At Embody + Mind Collective, we offer many different services to guide people through their therapeutic journey. Being body-inclusive, clinicians at Embody + Mind Collective offer somatic psychotherapy. We receive continual training on the most up-to-date research regarding the connection between the mind and body.
Body Psychotherapy has been around for much longer than we likely realize. However, about 30 years ago it was still being considered somewhat “radical” and as such, we at Embody + Mind Psychotherapy understand that these two words (body & psychotherapy) might seem strange when partnered together. And yet, it is through this incredible relationship, between mind and body, that true and lasting healing can happen.
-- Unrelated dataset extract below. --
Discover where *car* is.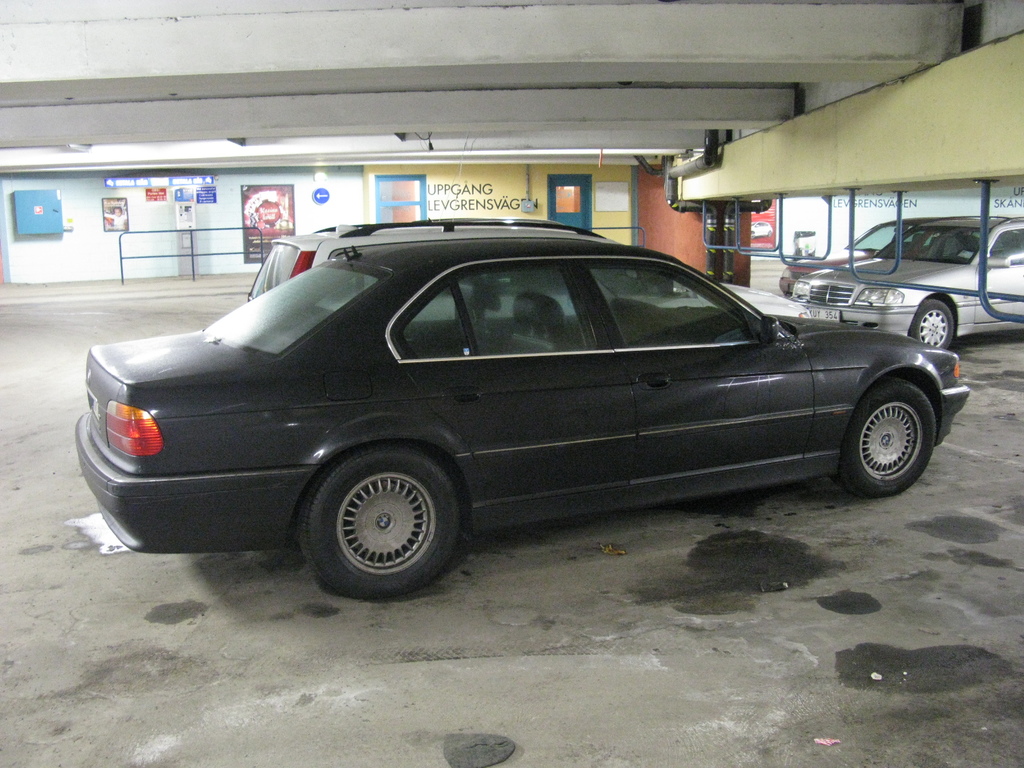
Discovered at [84, 229, 968, 602].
We cannot feel our feelings without sensing something happening in our bodies. We don’t simply think “Oh, I’m excited” and POOF excitement. There is something we are sensing or feeling within our bodies that we then call an emotion. Sure, thoughts are often a big part of our emotional experiences, however to only focus on those during psychotherapy misses the whole picture. And, maybe even more importantly, we are missing a huge potential resource when we are not including our body into our awareness.
What does it mean to “include the body” in psychotherapy? Rather simply put, it means that your clinician at Embody + Mind Collective will take some time to focus on what your body is doing, communicating, and sensing, while you are talking. It might not necessarily even look much differently than other forms of talk therapy; however, the inquiry and curiosity is slightly shifted at moments. Questions like “what are you sensing as you say___?” and “What do you notice in your body as you recall that?” are common within some somatic psychotherapies.
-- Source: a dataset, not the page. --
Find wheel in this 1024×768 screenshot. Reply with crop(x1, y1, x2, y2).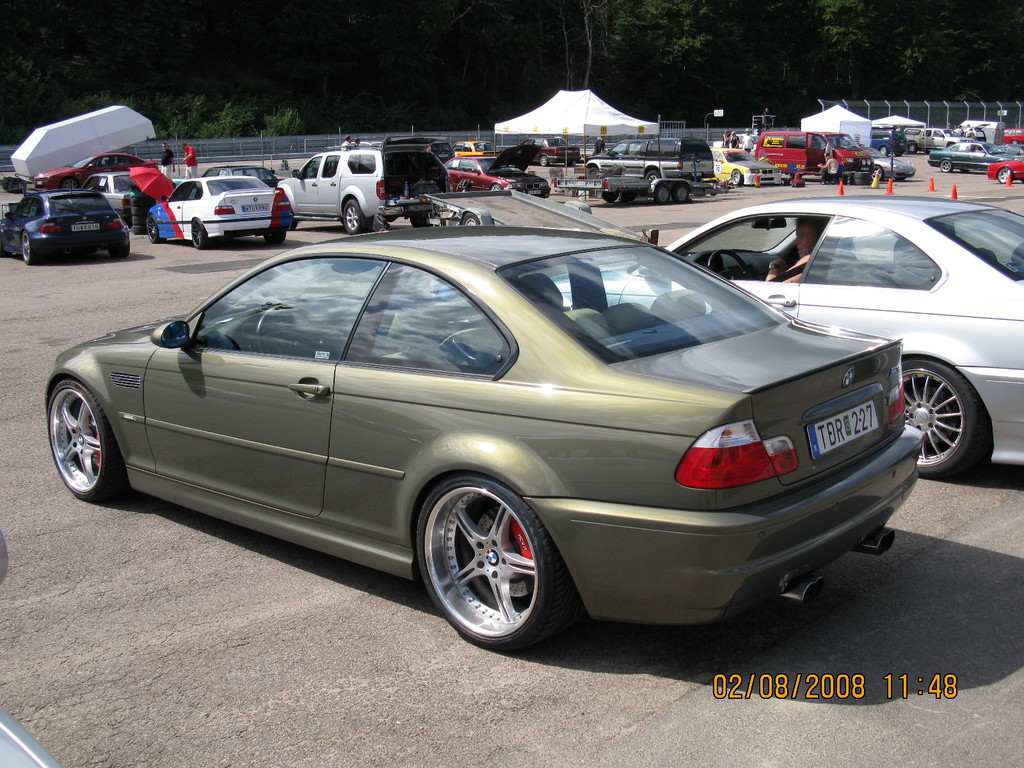
crop(909, 140, 919, 155).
Just like other parts of our worlds, our bodies work to communicate and give us information about our particular experience at any given moment. We just have to learn to slow down and listen. When we can begin to uncouple, or disconnect, the fear from our body we are capable of developing a new relationship with ourselves.
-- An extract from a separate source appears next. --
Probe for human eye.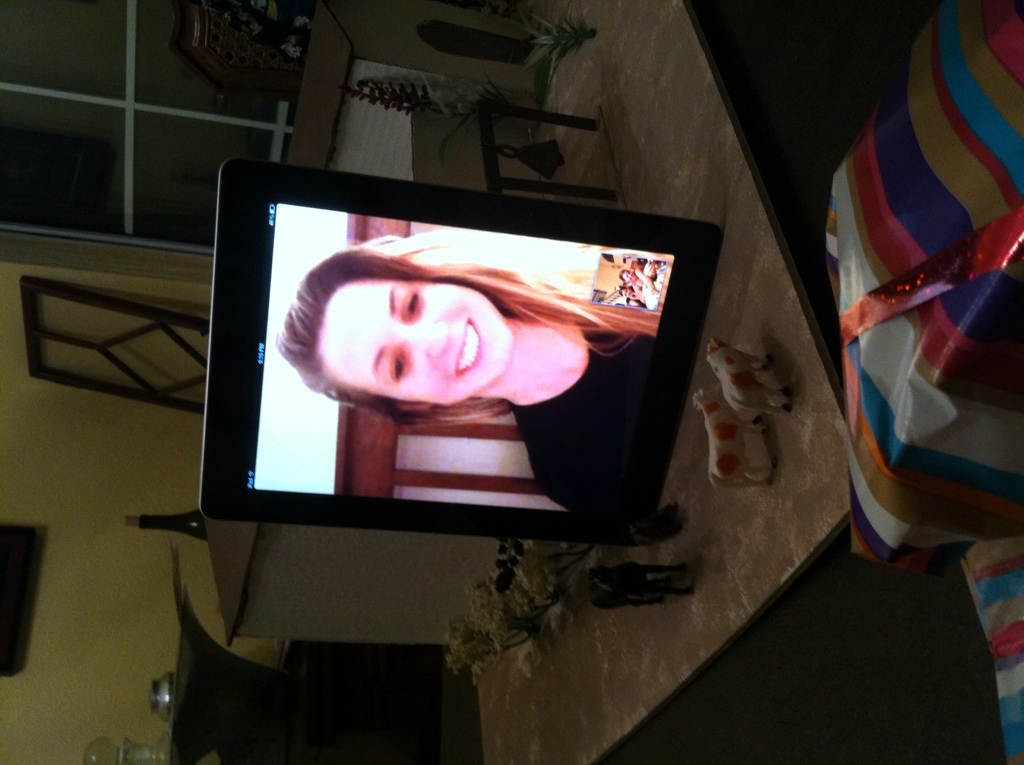
Probe result: l=400, t=279, r=426, b=322.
Keeping the above in mind, somatic psychotherapy is a therapy of inquiry, curiosity, and compassion. Practicing somatic psychotherapy requires awareness of and inquisition into the body. It normalizes our own experiences through a non-judgmental standpoint. Somatic psychotherapy invites us to tune into our internal worlds by tracking the gentle (or sometimes not so gentle!) shifts that happen in our physiology. By tracking our senses and learning their relationship with other experiences, what supports them, what challenges them, and what turns them on or off, we can change our relationship with our bodies.
The ultimate goal of Somatic Psychotherapy is to help your nervous system get back into the sense of regulation that it longs for. Since our bodies are longing for both survival and connection, Somatic Psychotherapy helps our dysregulated nervous systems come back into the present moment so that connection becomes possible again. It is from this place that healing and meaningful relationships are possible.